Slavko the vege and fruit man dies
One of New Plymouth’s most loved and enterprising home gardeners has died.
Slavko Nikolovski, 83, was found dead by neighbours in his Morley St home last weekend.
The Macedonian-born man, who moved to New Zealand about 43 years ago to pursue his engineering career, was well known in the city for his wide smile and semi-commercial fruit and vegetable growing operation.
Nikolovski would often be seen on his bicycle wearing a distinctive op-shop white bike helmet as he avoided the traffic on one of New Plymouth’s busy one-way thoroughfares.
A basket would often be perched on the back of the bike, containing homegrown vegetables he would sell at markets.
In an interview with Stuff in 2016 Nikolovski explained how he had made the transition from a career in engineering to fruit and vegetable growing.
Soon after buying his inner city property in Morley St, Nikolovski got to work transforming the backyard into an elaborate vegetable patch.
The small grassed area behind the house soon gave way to raised beds of tomatoes, chillies, capsicums, broccoli and cauliflowers, all intersected by tidy paved walkways.
Between the house and the garden was a roomy glasshouse where he picked succulent red and green grapes from the overhanging vines.
But the long hours tending to his vegetables paid dividends as abundant produce was enough to feed himself and sell to others at farmer’s markets and later from a stall at his home.
He built a small shed and relied on people’s honesty to leave the correct amount of money for any of the vegetables they bought.
At the time, Nikolovski, whose business cards said ‘‘grow with love’’, told Stuff he never sold the vegetables to make money – it was only for the enjoyment of producing something with his own hands, and to feed the community.
Nor did he expect payment on the spot as a handwritten note he left for shoppers in the shed read: ‘‘If you have no money or not enough to pay full price, you are welcome to still enjoy my vegetables. Take what you need.’’
Nikolovski, who had no close family in New Zealand, will be remembered affectionately as one of New Plymouth’s characters by those who knew him.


▶ _Task requirements_
Every line of the records below that holds the word "this" should be copied out.

▶ _Data listing_
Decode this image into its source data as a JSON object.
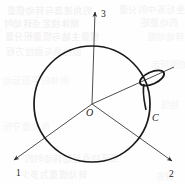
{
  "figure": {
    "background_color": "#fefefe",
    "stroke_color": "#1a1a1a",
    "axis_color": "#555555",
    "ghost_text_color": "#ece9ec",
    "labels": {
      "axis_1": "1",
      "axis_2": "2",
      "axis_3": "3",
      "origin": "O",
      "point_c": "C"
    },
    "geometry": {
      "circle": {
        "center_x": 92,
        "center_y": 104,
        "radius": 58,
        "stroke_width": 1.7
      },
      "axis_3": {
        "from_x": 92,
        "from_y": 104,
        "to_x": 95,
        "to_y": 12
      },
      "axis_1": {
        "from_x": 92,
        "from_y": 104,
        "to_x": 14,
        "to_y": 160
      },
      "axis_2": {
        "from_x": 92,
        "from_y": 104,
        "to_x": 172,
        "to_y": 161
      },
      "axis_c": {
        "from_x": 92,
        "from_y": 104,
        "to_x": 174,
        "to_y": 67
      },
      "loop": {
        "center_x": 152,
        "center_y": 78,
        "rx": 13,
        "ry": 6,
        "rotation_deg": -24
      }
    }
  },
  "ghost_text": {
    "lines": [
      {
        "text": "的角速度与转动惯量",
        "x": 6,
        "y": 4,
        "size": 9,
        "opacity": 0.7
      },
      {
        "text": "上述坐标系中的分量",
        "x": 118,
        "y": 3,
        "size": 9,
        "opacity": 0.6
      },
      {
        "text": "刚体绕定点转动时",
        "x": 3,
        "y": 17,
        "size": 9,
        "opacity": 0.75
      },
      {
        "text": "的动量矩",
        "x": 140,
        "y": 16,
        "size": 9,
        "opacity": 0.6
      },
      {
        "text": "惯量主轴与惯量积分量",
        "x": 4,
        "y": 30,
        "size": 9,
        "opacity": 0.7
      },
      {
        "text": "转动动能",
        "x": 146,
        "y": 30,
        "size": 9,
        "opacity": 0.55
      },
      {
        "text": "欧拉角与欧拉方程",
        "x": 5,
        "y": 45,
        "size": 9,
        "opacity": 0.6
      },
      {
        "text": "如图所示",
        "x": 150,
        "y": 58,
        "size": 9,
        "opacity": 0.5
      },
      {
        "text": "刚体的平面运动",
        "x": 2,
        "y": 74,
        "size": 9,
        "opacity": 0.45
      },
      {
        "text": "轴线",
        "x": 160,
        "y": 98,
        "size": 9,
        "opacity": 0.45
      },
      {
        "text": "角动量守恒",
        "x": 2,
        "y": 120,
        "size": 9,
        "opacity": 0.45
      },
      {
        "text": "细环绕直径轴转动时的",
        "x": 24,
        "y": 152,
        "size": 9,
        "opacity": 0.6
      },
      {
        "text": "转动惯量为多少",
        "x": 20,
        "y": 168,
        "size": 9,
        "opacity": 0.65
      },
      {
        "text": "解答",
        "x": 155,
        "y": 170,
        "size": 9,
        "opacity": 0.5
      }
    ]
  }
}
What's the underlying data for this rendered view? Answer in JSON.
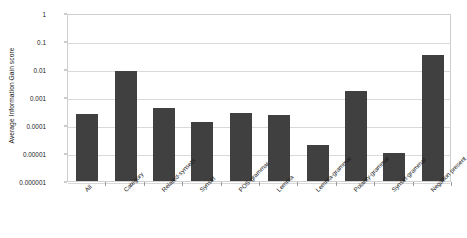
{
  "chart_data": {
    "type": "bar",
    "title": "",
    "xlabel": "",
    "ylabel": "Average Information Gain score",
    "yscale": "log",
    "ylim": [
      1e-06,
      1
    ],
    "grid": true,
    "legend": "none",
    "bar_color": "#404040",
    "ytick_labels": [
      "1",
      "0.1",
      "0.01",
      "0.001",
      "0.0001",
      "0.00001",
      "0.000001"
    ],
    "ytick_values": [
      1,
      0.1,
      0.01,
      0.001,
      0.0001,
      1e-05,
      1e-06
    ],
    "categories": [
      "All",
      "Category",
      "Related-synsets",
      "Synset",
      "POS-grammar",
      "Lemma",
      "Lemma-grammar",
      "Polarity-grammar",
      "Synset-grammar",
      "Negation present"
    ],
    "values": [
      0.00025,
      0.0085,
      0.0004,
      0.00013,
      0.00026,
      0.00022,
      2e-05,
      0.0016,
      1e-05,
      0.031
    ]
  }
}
--
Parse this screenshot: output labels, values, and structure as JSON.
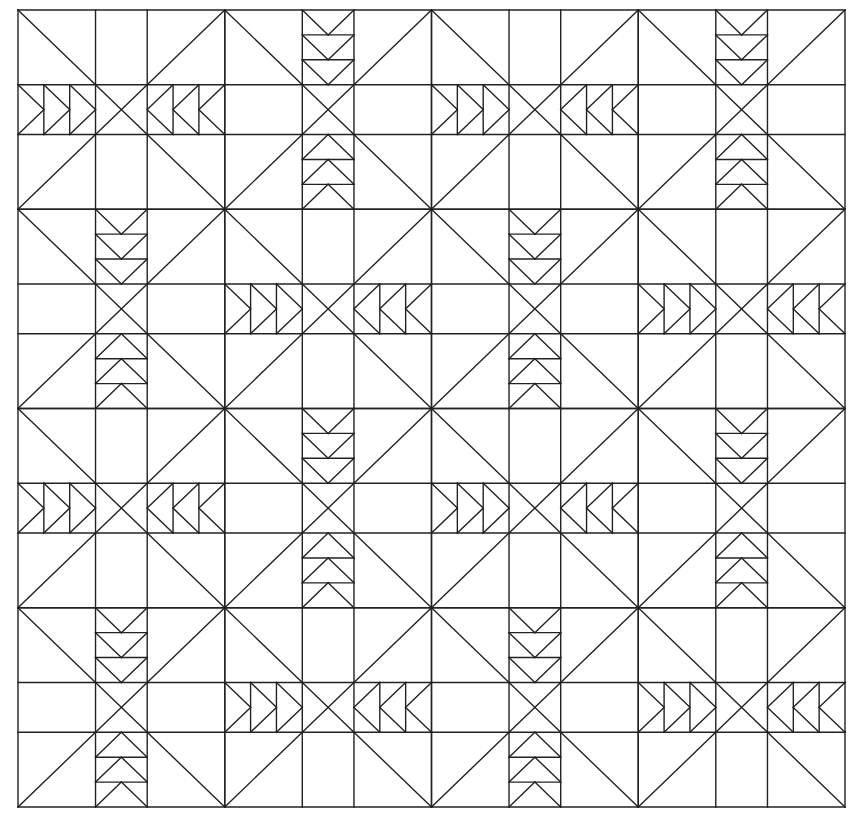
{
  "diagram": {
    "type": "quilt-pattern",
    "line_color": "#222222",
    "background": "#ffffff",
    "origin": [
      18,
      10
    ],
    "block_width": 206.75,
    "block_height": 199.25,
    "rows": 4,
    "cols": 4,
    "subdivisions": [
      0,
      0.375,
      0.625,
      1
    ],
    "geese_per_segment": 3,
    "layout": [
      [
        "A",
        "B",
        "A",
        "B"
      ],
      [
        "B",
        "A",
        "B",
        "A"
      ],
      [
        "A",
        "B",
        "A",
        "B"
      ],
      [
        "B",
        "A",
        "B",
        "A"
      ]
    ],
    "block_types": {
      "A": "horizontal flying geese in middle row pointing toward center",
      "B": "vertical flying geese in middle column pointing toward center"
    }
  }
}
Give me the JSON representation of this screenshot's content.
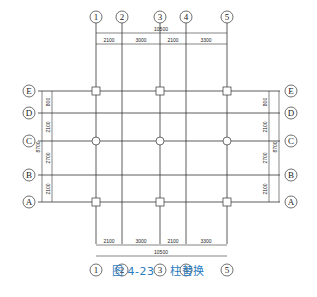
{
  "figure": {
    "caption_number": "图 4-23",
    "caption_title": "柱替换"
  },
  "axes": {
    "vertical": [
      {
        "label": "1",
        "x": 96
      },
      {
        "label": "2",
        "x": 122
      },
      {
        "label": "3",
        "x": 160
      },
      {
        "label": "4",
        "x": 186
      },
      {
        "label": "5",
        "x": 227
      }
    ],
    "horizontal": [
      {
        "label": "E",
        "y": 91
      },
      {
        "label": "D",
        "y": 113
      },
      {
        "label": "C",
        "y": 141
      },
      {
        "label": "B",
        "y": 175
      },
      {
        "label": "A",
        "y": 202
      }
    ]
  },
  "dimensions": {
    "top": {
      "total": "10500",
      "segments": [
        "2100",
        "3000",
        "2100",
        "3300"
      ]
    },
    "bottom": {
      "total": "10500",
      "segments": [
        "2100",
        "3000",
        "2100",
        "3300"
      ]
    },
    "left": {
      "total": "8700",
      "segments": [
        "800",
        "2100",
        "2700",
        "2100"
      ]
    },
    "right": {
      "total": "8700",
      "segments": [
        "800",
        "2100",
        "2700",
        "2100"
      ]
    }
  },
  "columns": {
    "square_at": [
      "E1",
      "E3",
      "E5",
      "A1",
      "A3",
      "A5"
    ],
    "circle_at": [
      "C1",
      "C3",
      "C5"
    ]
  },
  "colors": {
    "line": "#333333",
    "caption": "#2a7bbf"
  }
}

▶ _The completed task_
Decode this image into its source data as a JSON object.
What's the underlying data for this rendered view? Answer in JSON.
Parse this screenshot: output labels, values, and structure as JSON.
Give me the JSON representation of this screenshot's content.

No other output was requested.